This is an industry rife with racism, sexism and homophobia. It is so closely woven into the fabric of the business that we have become snowblind to the glaring injustices happening every day.
Jessica ChastainRead
I just want to see more women in film and behind the camera. I'm tired of seeing movies from one perspective.
Interpretation
The quote expresses a desire for greater representation of women in the film industry.
Jessica Chastain's quote highlights the importance of diverse perspectives in storytelling, particularly in film. By advocating for more women both in front of and behind the camera, she emphasizes the need for varied voices that can enrich the cinematic experience and challenge the traditional narratives that often dominate the industry.
In practice
This quote could be used in a speech at a film festival advocating for gender equality in cinema.
This is an industry rife with racism, sexism and homophobia. It is so closely woven into the fabric of the business that we have become snowblind to the glaring injustices happening every day.
We know in our society, women are valued for their sexual desirability and not necessarily for what they have to say.
It's tough, acting. You have to walk two lines of a tightrope. There's the all-consuming fear of failure: I'm about to fall flat on my face. There's that and there's also confidence - you have to be confident in order to try things - and they fight each other all the time.

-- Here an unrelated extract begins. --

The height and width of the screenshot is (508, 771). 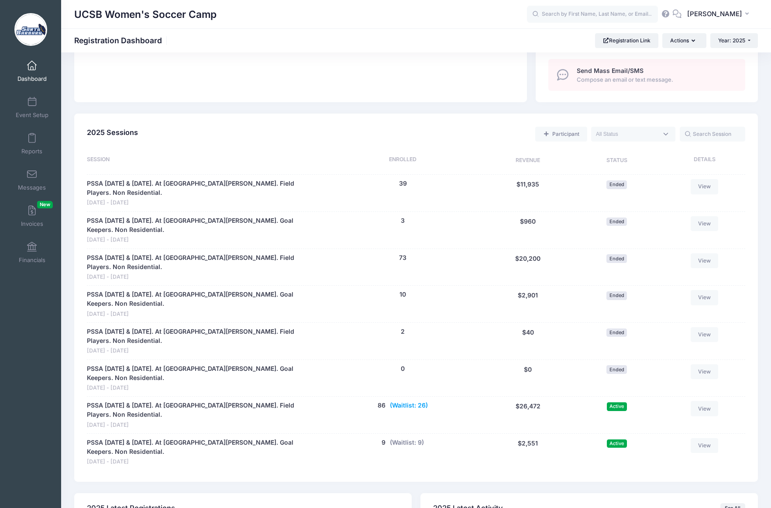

I'm not taking jobs anymore where I'm getting paid a quarter of what the male co-star is being paid. I'm not allowing that in my life.
It's a fact, the majority of films in Hollywood are from the male perspective. And the female characters, very rarely do they get to speak to another female character in a movie, and when they do it's usually about a guy, not anything else. So they're very male-centric, Hollywood films, in general. So I think it's incredible that Ned Benson, when I said I'd love to know where she goes, says okay, I'm going to write another film from the female perspective.
I find it very interesting: when 90 percent of the critics that review films are men, how is that helpful when trying to create stories from a feminine point of view?
The text loses its virginity simply by being staged: it's no longer the abstract ideal version; it's an event.
The kind of poet who founds and reconstitutes values is somebody like Yeats or Whitman - these are public value-founders.
Unfortunately, the boards of art institutions tend to be populated with well-meaning supporters of the arts who often lack any business background or appetite for imposing appropriate discipline.
I've done movies I'm very proud of, but there's always a sense of: 'Come see this shiny new car!' The question I hate the most is: 'Why should people see it?'
All the soarings of my mind begin in my blood.
Good design is a visual statement that maximizes the life goals of the people in a given culture (or, more realistically, the goals of a certain subset of people in the culture) that draws on a shared symbolic expression for the ordering of such goals.